Wednesday, July 9, 2025

How Much Should We Help Others? A Reflection on Giving, Sacrifice, and Inner Peace

How Much Should We Help Others? A Reflection on Giving, Sacrifice, and Inner Peace

Growing up Catholic, certain teachings from the Bible etched themselves deep into my thinking. One in particular always stayed with me:

“If someone asks for your shirt, give him your coat as well. If someone forces you to go one mile, go with him two.”

I used to ponder: What does this really mean? Is it a call to blind generosity? To submission? Or something deeper?

For much of my life, I interpreted it quite literally — if someone asks for something I have, and if giving it brings more joy or benefit to them than it costs me, then I should give it. If someone makes my life difficult, perhaps I should still try to walk the extra mile — not because I must, but because choosing peace over resistance might serve me better.

But then I wondered: Is this foolishness?

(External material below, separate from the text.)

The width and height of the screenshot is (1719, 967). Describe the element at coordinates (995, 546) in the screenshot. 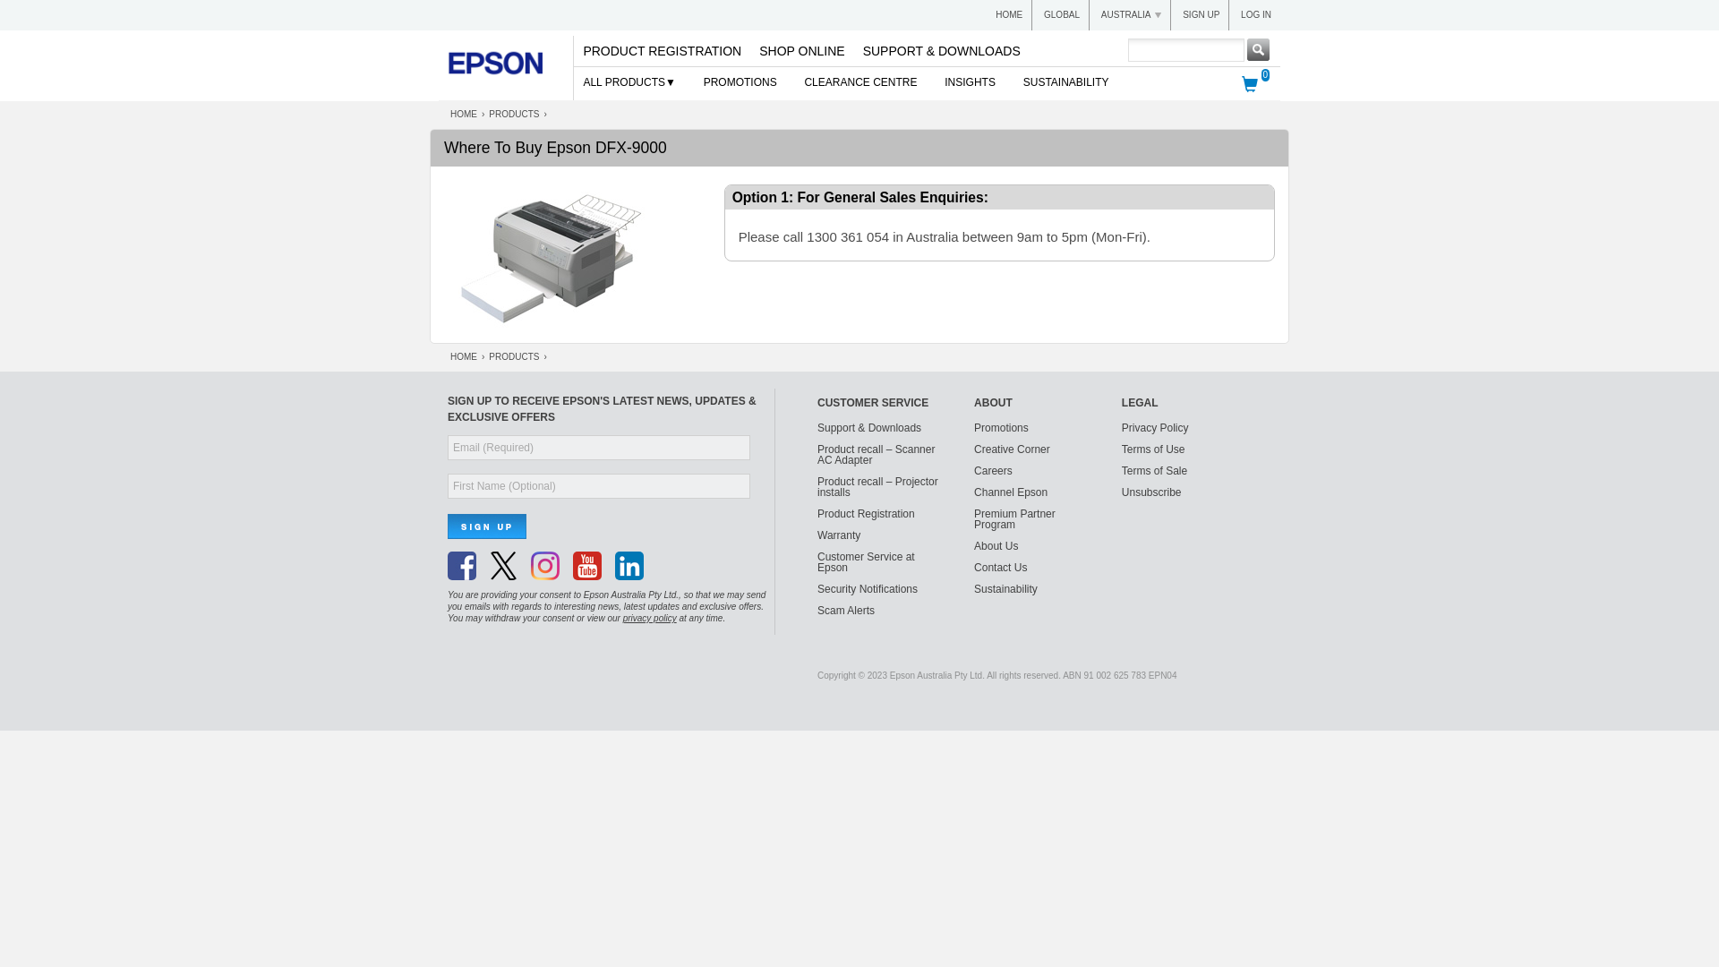

I see `About Us` at that location.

Shouldn’t we protect our time, our energy, our boundaries?

Over the years, I’ve come to understand these verses not as a call to passivity, but as a radical invitation to choose generosity and peace — intentionally. If someone wants to borrow something that still benefits me, yet benefits many others even more, I now try to share it freely. I might even give away the coat too.

And if resisting an unwanted burden only adds more tension and robs me of peace, sometimes it's wiser — and kinder to myself — to shoulder it quietly and move forward. It’s not weakness. It’s wisdom guided by peace.

After all, our journey on this earth is brief. The things we cling to — our possessions, our pride, our power — will not follow us when we go. What truly matters is the good we do, the lives we touch, the suffering we ease. Whatever faith or belief system we hold, if it leads us to love, uplift, and care for others — then it’s pointing us in the right direction.

Jesus made the ultimate sacrifice — not just by dying on a cross, but by choosing to give up what was rightfully His, so that others might live.

“If you want to gain your life, you must lose it.”

To me, that means letting go of our obsession with material things, power, lust, and greed — so we can embrace something deeper, something eternal.

Because in the end,

There is no greater love than to lay down one’s life for a friend.

And maybe, just maybe, the most generous thing we can give is not a coat or a mile — but our time, our presence, our peace.